How would she reenter the world and live again? How could she reclaim what had been lost? Between Two Kingdoms is a profound chronicle of survivorship and a fierce, tender, and inspiring exploration of what it means to begin again.
Despite her parents’ struggles with addiction, Lilly Dancyger always thought of her childhood as a happy one. But what happens when a journalist interrogates her own rosy memories to reveal the instability around the edges? Dancyger’s father, Joe Schactman, was part of the iconic 1980s East Village art scene. He created provocative sculptures out of found materials like animal bones, human hair, and broken glass, and brought his young daughter into his gritty, iconoclastic world. She idolized him—despite the escalating heroin addiction that sometimes overshadowed his creative passion.
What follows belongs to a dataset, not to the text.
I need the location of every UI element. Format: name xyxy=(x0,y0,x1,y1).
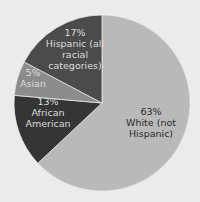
slice-label-white: 63% White (not Hispanic) xyxy=(121,106,181,139)
slice-label-african-american: 13% African American xyxy=(22,96,74,129)
slice-label-hispanic: 17% Hispanic (all racial categories) xyxy=(44,27,106,71)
When Schactman died suddenly, just as Dancyger was entering adolescence, she went into her own self-destructive spiral, raging against a world that had taken her father away. As an adult, Dancyger began to question the mythology she’d created about her father—the brilliant artist, struck down in his prime. Using his sculptures, paintings, and prints as a guide, Dancyger sought out the characters from his world who could help her decode the language of her father’s work to find the truth of who he really was.
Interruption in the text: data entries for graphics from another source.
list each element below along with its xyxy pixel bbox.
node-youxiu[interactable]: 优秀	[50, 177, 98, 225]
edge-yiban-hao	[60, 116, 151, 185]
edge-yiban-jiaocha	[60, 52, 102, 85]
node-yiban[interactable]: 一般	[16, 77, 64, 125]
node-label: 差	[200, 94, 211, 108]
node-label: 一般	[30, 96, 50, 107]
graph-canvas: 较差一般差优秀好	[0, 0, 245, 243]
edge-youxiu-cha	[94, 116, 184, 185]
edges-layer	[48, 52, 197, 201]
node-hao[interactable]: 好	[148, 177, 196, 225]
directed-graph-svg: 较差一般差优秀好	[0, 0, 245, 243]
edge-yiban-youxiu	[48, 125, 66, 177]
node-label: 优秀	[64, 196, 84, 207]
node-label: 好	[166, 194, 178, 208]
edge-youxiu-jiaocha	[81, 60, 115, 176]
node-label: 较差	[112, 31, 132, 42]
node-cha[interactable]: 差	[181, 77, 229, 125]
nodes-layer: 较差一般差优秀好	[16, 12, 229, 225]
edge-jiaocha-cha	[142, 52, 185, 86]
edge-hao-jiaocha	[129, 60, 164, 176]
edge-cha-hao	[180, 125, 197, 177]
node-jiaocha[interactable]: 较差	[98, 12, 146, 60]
Memoir Writers’ Top Picks for Memoirs to Read
I asked members from some of my memoir writing groups on Facebook what their top picks are for memoirs, past and current-day. Along with the Goodreads 2021 favorites, here are some of their recommendations for memoirs to read (not in any particular order):
- The Glass Castle by Jeannette Walls
- Angela’s Ashes by Frank McCourt
- Sunlight on My Shadow by Judy Liautaud
- It’s Trevor Noah: Born a Crime by Trevor Noah
- Inheritance by Dani Shapiro
- Wild: From Lost to Found on the Pacific Crest Trail by Cheryl Strayed
- Educated by Tara Westover
- Maid by Stephanie Land
- Wildflower by Dr Teresa Van Woy
- Liars' Club by Mary Carr
- Wild Game by Adrienne Brodeur
- What We Carry by Maya Lang
- Dreamseller by Brandon Novak
- Aftershocks by Nadia Owusu
- The Soul of a Woman by Isabel Allende
- This Boy’s Life by Tobias Wolff
- Breaking Night by Liz Murray
- Brain on Fire by Susannah Cahalan
- Drinking: A Love Story by Caroline Knapp
- My Salinger Year by Joanna Rakoff
- The Year of Magical Thinking by Joan Didion
- The Sound of Gravel by Ruth Wariner
- Out of Africa by Isak Dinesen
- North of Normal and Nearly Normal by Cea Sunrise Person
- A Movable Feast by Ernest Hemingway
- Where the Past Begins: Memory and Imagination by Amy Tan
- Girl Unbroken by Regina Calcaterra
My Memoir Picks This Year
- When Breath Becomes Air by Paul Kalanithi - I’ve re-read this book a few times now, and I recommend it frequently. The author’s writing style is compelling. He’s a neurosurgeon, and he understands his own terminal diagnosis with a gravity that’s heart wrenching. He also delves into the world of medicine and the reality of mortality in a way that’s as authentic as it comes without being sentimental.
- Keep Moving by Maggie Smith - Smith is a poet, and she weaves her verse seamlessly into this book of personal essays and reflections that are deeply personal and profoundly poetic.
- The memoir by my bedside right now is Glennon Doyle’s Untamed. I’m late to the party with this one. I’ve had it on my bookshelf for a while, but once I listened to her podcast, “We Can Do Hard Things,” I moved it to the top of my stack.